24 February 2019

Chained Hash Table Data Structure

I was given a term project for the "Data Structures and Algorithms (C++)" class which was to write a program to search through every word in 1.6M tweets, record every used word with the number of times they are used and display the top 10 words and the number of times they are used as fast as possible.


To get the details for the term project instructions, click here.

Source Code (Licensed with GPL-3.0)
Visual Studio with C++ is needed to compile

Here is my report:

Used Libraries

#include <iostream>
#include <string>
#include <fstream>
#include <sstream>
#include <chrono> // to measure the elapsed time


Getting The Stop Words




  • The program starts with reading the stopwords.txt file which consists of stop words at every line. Stop words can be found here
  • Then, it indexes the starting points of word’s first letters(e.g. starting point index of the stop words that start with letter a is 0, for b 61, for c 89 and so on)
  • Indexing point helps the program to decrease the time to search the word in the stop words array.
  • Program will only search the stop words between the starting index and until the next one (e.g. if the program wants to search the words that start with letter b it would search from stopWords[61] to stopWords[89])
  • I created a virtual ending point because if z is the starting letter, it would not now when to stop.

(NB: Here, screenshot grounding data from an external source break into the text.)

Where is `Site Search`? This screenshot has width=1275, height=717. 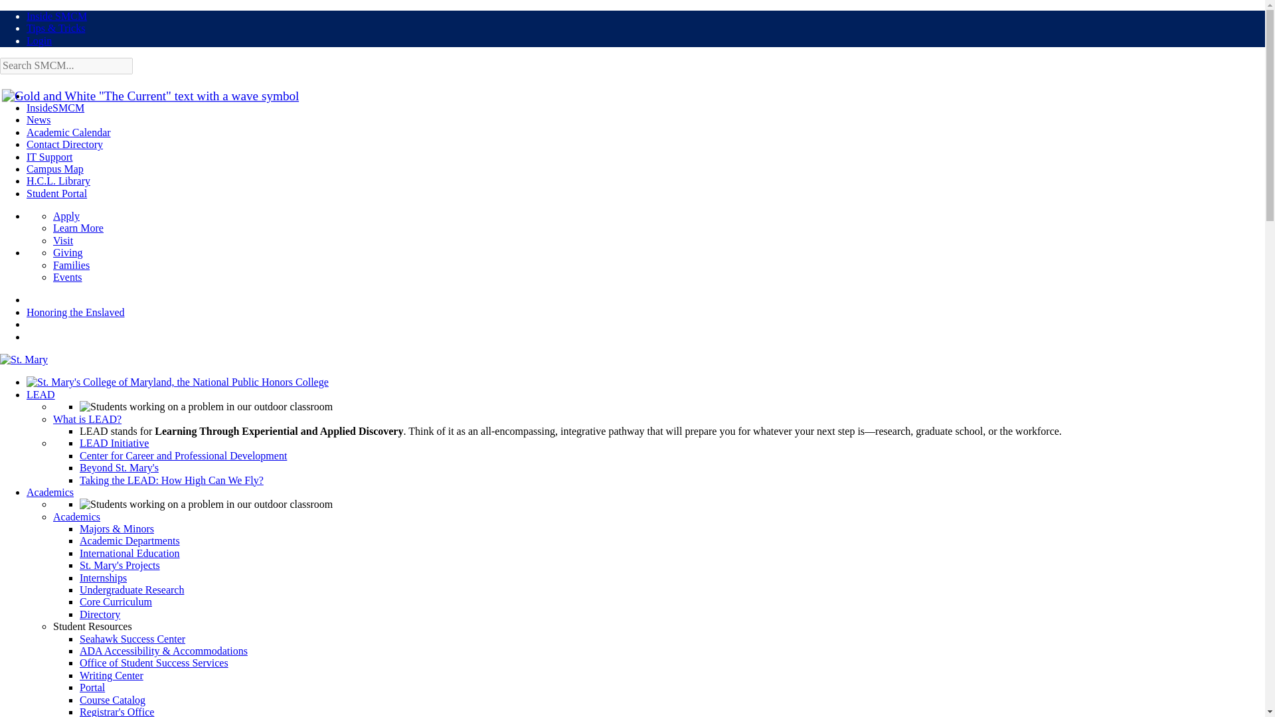
Site Search is located at coordinates (66, 66).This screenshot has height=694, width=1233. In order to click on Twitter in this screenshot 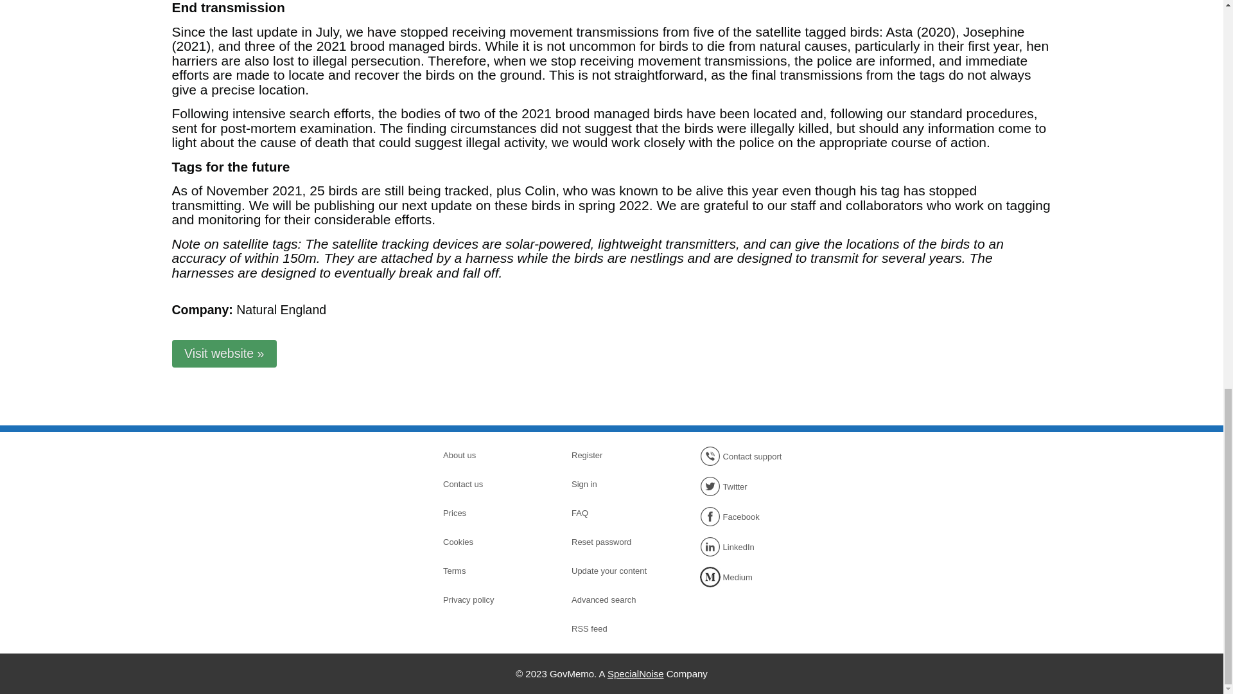, I will do `click(745, 486)`.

  • Creating a Chained Hash Table

    • I've made a chained hash table from scratch to easily insert the words.
    • The size of the hash table is defined in main(). I preferred to use the size 1000003 because it is a prime number, useful in modulus operations to differentiate the words’ locations(avoid collisions) and I found out that the total number of words to be inserted is 804718.
    • Every point of the hash table consists of linked links. If there is more than one node on a specific location, I would have a collision which would slow down the searching process but I would be sure every "proper" word is counted.
    • Linked lists consists of nodes which has the following elements;
      • string word
      • unsigned long count
      • node *link


    Cleaning The Words

    The program starts reading the test.csv file with ifstream

    After program gets to the 6th comma separated “string” field in the current reading line from the file (tweet section from test.csv) and separates them into words, then it cleans the unnecessary characters from the words and organize them for insertion.

    1. If the length of the word ever becomes or is already one character do nothing and go to the next word.
    2. Erase every non-letter characters unless if it is apostrophe(‘).
    3. If the apostrophe is in the beginning of the word, erase it.
    4. After cleaning is done, make every letter lowercase for both searching for it in the stop words and the hash table.
    5. Search the word in stop words between the indexes we created earlier.
    6. If the stop word flag isn’t raised we insert it(The word’s count increment of already existing words will be handled in the insertNew function), otherwise go to the next word.


    Hash Table Function

    • I used the function below to insert the words into the most correct position possible with the help of prime numbers (to avoid collisions as much as possible).

    • If  the word is already in the list, search function increases the word’s count automatically. insertNew function adds the new word with count 1 to the beginning of the linked list.
    • I did not use another function to get the hash key because it is unnecessary in this case and this is really easy to understand in my opinion.


    Getting The Most Used Word From The Linked List

    • Since both integer value “count” and string value “word” can’t be returned from a function, I used addressing in the function of the list.
    • After getting the most used word and its count from the currently reading array, hash table’s displayMostUsed function stores them to local arrays if and only if the word’s count is greater than any other count in the local array.
    • I didn’t have to sort the top 10 array in displayMostUsed function because it shifts the counts towards the end of the array, as the new values come in.



    My Output


    I ran the program on a laptop with a i7-7700Q CPU, DDR4 SODIMM 16GB(2x8GB) RAM and a 256GB NVMe SSD to get this running time.